This book aims to provide an accessible introduction to the study of organised crime - about those who commit it, the effect it has on individuals, businesses and states, and the ways in which states and the international community have sought to contain it.
Migration and its associated social practices and consequences have been studied within a multitude of academic disciplines and in the context of policies at local, national and regional level.
A partir de un abordaje plural a los temas del sujeto, la modernidad y la decolonización, este volumen ofrece una imprescindible reflexión sobre aspectos pujantes de nuestro tiempo: ¿cómo redefinir la noción de sujeto de cara a los procesos de globalización, que incluyen dinámicas migratorias, flujos fantasmáticos de capitales reales y simbólicos y proliferación de mundos virtuales?
This book provides a picture of a globalized Malaysia where its conventionally-conceived multi-ethnic composition of Malays, Chinese, Indians and Others rub shoulders with or interact more intimately on a daily basis with transnational ethnoscapes of migrant workers, asylum seekers, international students, and foreign spouses.
This book focuses on the current tension between China and the US on trade imbalance and discusses China's opening-up strategy in the context of this trade conflict.
The profound changes to the world economy since the late twentieth century have been characterised by a growth in the number and size of transnational corporations.
Sitting next to the Great Barrier Reef, marinated in coal and gas, the industrial boomtown of Gladstone, Australia embodies many of the contradictions of the 'overheated' world: prosperous yet polluted; growing and developing yet always on the precipice of uncertainty.
Using the United Nations' 2030 Sustainable Development Goals as a reference framework, Identity, Territories, and Sustainability explores the interplay between territorial and collective identities, territorial policies, and their implications for environmental, economic, and social sustainability.
This edited volume brings together the work of scholars from different disciplines including sociology, political science and anthropology, and analyses how global institutions are embedded in local contexts within development aid.
Transnational Cooperation: An Issue-Based Approach presents an analysis of transnational cooperation or collective action that stresses basic concepts and intuition.
This book explores opportunities for diversifying modern Kazakhstan's economy, which is still heavily dependent on its natural resources, as well as looking at economic opportunities for the whole Central Asian region arising from the Chinese government's Belt and Road Initiative (BRI).
How to survive and thrive in the post-industrial ageIn response to the coming impact of peak oil, John Michael Greer helps us envision the transition from an industrial society to a sustainable ecotechnic world-not returning to the past, but creating a society that supports relatively advanced technology on a sustainable resource base.
This book focuses on global activism and uses a power perspective to provide an in-depth and coherent analysis of both the possibilities and limitations of global activism.
United States-Latin American Relations, 1850-1903 is a collection of essays that provide an in-depth analysis of the developing relationship between the Americas during the critical period from the Mexican War to the Panama Canal treaty of 1903.
This book examines the institutions that are producing consumer law at the international level, the substantive issues enshrined in these laws, and the enforcement mechanisms meant to ensure effective protection.
In this fully revised fourth edition, this book treats globalization from several vantage points, showing how these help grasp the nature of globalization both in the past and today.
At a time increasingly dominated by globalization, migration, and the clash between supranational and ultranational ideologies, the relationship between language and borders has become more complicated and, in many ways, more consequential than ever.
This book offers a tool in international relations conducted separately from the activities of ambassadors and other diplomats at the highest level of diplomacy at embassies in capital cities.
This collection interrogates the multifaceted ways in which global transformations are constituted by deeply gendered socio-economic practices at the level of the 'everyday'.
An increasing number of rural and urban-based movements are realizing some political traction in their demands for democratization of food systems through food sovereignty.
Minns argues that the industrial transformations of Mexico, South Korea and Taiwan were based on the existence of powerful developmentalist states in each.
Connecting Practices develops a distinctive method of conceptualising significant trends and global issues including environmental sustainability and inequalities in wealth and health, arguing that these are outcomes of the ways in which social practices interact and combine across space and time.
This book offers a systematic and comprehensive introduction to the Arctic in the era of globalization, or as it is referred to here, the 'GlobalArctic'.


- [What needs to be done] Pull out each line of the records holding the string "Workforce".

- [Input for this task]
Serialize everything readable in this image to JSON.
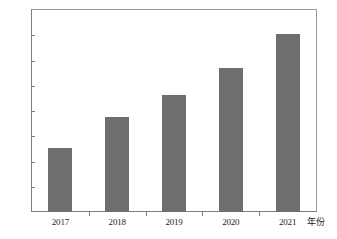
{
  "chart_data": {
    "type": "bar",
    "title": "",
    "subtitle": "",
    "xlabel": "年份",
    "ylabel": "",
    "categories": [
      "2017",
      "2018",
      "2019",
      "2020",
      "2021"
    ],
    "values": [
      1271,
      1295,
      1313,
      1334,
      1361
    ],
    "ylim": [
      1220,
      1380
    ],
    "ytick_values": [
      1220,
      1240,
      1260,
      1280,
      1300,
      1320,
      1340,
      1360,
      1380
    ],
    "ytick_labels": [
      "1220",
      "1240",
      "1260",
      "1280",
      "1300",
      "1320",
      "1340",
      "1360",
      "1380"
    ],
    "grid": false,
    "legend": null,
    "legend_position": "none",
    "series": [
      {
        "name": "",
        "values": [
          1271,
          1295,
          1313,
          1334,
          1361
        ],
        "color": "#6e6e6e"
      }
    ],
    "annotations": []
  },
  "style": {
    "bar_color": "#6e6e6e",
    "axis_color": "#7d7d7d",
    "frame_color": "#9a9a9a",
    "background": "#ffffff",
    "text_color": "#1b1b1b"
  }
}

* * *

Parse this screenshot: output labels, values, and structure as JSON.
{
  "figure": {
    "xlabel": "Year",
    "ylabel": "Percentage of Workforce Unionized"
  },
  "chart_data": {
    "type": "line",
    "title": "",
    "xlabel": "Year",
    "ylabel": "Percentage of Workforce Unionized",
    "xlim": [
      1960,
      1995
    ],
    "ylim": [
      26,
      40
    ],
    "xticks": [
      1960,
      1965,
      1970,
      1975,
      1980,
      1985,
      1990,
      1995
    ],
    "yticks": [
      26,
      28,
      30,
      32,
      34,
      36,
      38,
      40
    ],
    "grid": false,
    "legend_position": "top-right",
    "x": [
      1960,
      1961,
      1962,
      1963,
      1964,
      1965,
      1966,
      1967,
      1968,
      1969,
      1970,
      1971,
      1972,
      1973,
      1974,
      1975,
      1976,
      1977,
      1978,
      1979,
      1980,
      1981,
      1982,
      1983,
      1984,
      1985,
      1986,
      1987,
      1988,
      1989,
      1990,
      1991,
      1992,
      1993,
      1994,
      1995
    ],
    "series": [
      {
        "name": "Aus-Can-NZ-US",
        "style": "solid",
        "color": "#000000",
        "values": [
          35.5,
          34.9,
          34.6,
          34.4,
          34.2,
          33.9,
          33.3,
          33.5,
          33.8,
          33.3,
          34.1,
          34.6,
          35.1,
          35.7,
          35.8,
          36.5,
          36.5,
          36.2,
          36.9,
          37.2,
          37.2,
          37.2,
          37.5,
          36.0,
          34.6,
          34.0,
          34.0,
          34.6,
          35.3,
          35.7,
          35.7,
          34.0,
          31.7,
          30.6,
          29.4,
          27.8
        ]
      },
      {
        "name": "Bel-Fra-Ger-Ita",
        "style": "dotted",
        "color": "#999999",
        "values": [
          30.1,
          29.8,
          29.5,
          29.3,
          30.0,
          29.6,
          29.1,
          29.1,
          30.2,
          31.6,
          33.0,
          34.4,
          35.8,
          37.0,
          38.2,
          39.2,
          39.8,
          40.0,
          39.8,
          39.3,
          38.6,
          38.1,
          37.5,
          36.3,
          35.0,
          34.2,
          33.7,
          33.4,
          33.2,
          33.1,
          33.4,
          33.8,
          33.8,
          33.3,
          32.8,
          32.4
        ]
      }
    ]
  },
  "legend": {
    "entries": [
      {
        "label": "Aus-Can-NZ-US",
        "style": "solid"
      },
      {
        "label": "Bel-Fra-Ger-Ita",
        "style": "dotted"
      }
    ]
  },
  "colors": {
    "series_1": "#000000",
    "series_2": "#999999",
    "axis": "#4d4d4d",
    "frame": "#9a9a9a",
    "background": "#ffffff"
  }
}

==

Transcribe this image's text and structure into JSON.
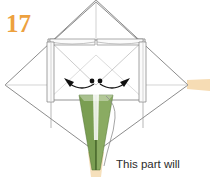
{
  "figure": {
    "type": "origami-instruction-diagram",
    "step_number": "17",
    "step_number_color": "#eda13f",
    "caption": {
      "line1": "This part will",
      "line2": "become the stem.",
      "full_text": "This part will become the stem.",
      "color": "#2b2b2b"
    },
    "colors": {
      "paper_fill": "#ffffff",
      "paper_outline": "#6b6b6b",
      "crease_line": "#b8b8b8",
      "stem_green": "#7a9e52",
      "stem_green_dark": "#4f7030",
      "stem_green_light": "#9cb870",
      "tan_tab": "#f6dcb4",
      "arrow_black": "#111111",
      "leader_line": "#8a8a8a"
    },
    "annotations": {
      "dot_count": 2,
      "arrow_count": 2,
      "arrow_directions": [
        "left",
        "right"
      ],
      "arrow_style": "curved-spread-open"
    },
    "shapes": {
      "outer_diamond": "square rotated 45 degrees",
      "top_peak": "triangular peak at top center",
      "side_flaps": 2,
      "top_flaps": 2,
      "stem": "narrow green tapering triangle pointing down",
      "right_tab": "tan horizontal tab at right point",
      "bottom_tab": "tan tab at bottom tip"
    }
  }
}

- [Answer to this task]
    "ylabel": "Percentage of Workforce Unionized"
    "ylabel": "Percentage of Workforce Unionized",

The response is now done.